And it’s not just the Crusaders where Mo’unga has undergone this change. After a couple of years in the All Blacks setup, he’s had to adjust to another coaching cycle. It’s a wonder that he can remember everyone’s names. And if all this is true for Mo’unga, it is even more so for Jack Goodhue, who not only has to adapt to constantly changing staff, but also to a change in position.
And in what position does Goodhue currently play? He made a name for himself as All Black when he was 13. But then, with the departure of Ryan Crotty, the Crusaders made him a 12. It’s a move All Blacks coach Ian Foster seems to have endorsed in picking Goodhue. like Mo’unga. constant partner at 12, although Ngani Laumape’s injury may have played a role.
Prior to that partnership, Mo’unga, as the starter of the All Blacks 10, had played two events with Laumape, four events with Sonny Bill, one with Ryan Crotty, and three with Anton Lienert-Brown. Mo’unga has not lost a test with the starting three, but his record with Lienert-Brown is played three, won one, lost two. With Goodhue you play five, you win three, you draw one, you lose one. Those stats suggest he’s happiest with power runners at 12.
But it also helps to have familiarity. Against the Highlanders, the Crusaders brought in Dallas McLeod at 12, although Goodhue occasionally slid into the Inland Channel in attack. But clearly there was very little understanding in midfield, both in attack and defense. How could there be?
And yet New Zealand is very good at partnerships. In the case of some of their great sports duos, familiarity has generated respect. You think of the rowing Evers-Swindell twins who dominated double sculls. You think of Hamish Bond and Eric Murray, surely the best society in the history of rowing.
Murray once said, “We can take anyone else’s destiny and do anything with it.”
And then there are Peter Burling and Blair Tuke, who seem to strengthen each other. In the four years leading up to the 2016 Rio Olympics, the Kiwis were undefeated in an unprecedented 27 consecutive 49ers regattas. His former coach Hamish Willcox once called Tuke the most “socially astute” person he has ever met, adding, “He has compassion on the capital C.”
But you don’t have to both be totally good for the chemistry to work. One of the first times John McEnroe and Peter Fleming played doubles together, Fleming attacked the referee and then McEnroe came over him.
Fleming said of McEnroe: “I had footprints on my back from him trying to climb over me to get to the referee. We both went crazy and lost the game. I knew if we were going to be a good team, it had to be the quiet one.” .

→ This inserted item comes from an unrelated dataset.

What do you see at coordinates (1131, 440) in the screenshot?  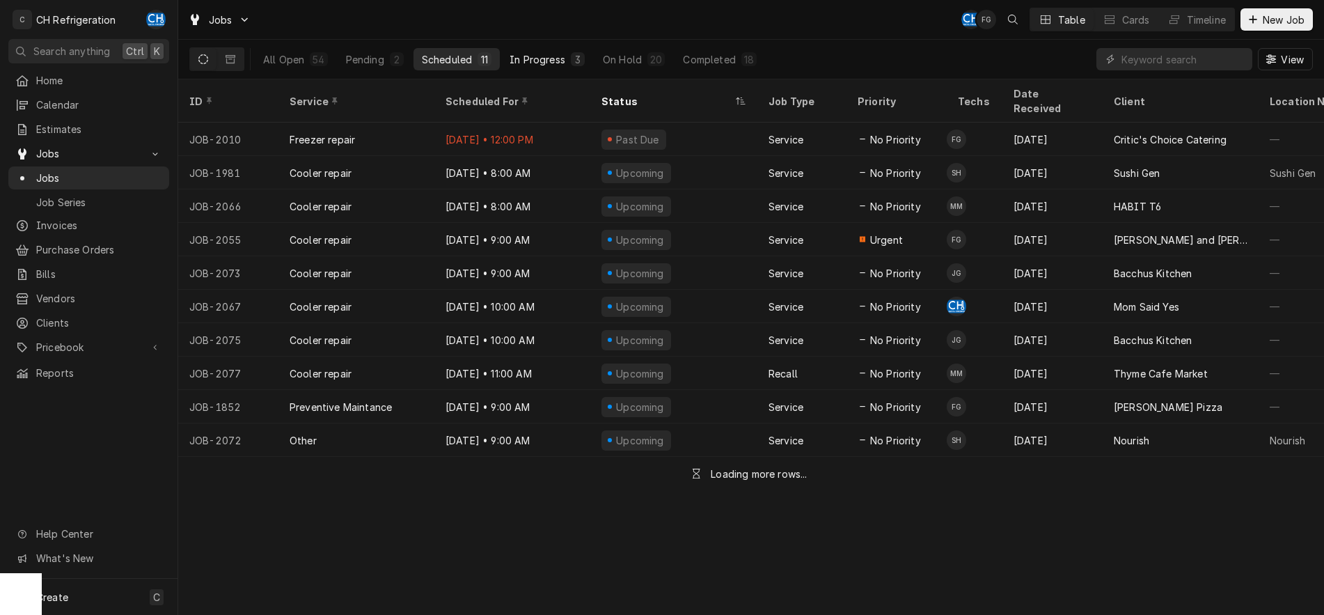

You don’t have to be the same. Look at Steve Young and Jerry Rice in football, or Tom Brady and Rob Gronkowski. Or even Kane Williamson and Ross Taylor in cricket. Often very different personalities can come together and work wonderfully in mysterious ways.
The same can be said for the player / coach relationship. Butch Harmon and Tiger Woods were worlds apart. Or what about Noeline Taurua and Laura Langman, whose netball accomplishments together are phenomenal. Taurua even considers Langman “one of my daughters.”
Langman’s manager, Garth Gallaway, called the partnership one of the best coach-player relationships in New Zealand sport history. He called it a “unique symbiotic relationship.”
And that is surely true of all the big sports associations. They are special to themselves. Barry John and Mike Gibson were very different men, but what an understanding they formed on that ’71 tour of New Zealand.
However, when I looked around Super Rugby at the weekend, I wondered where the next big partnership would come from. Beauden Barrett and TJ Perenara are in Japan. Josh Ioane was not a starter for the Highlanders. Otere Black often doesn’t know who plays 12 out of him from week to week or even if he’s sure of his place.
The Chiefs’ midfield was a revolving door last season and their coach will be leaving with the Lions this year. Peter Umaga-Jensen makes the All Blacks team and then can’t find a starting place for the Canes at the start of the season.
And all this in the middle of Covid. If there’s one thing gamers need right now, like all of us, it’s stability. They need the familiar. They need the same voice in their ears off the field, and they need to be side by side, week after week, with the same partner on the field. As Peter Fleming once said; “They have to trust each other.”
Right now, New Zealand rugby is unreliable. Mo’unga is one of the great players of his generation, but even Pelé couldn’t have thrived with a different attacking partner each week. It is a moment of loyalty. It is a time for coaches to stay with one team and one player. Show some confidence and some faith, and players like Mo’unga will bring beauty back to both their teams and rugby.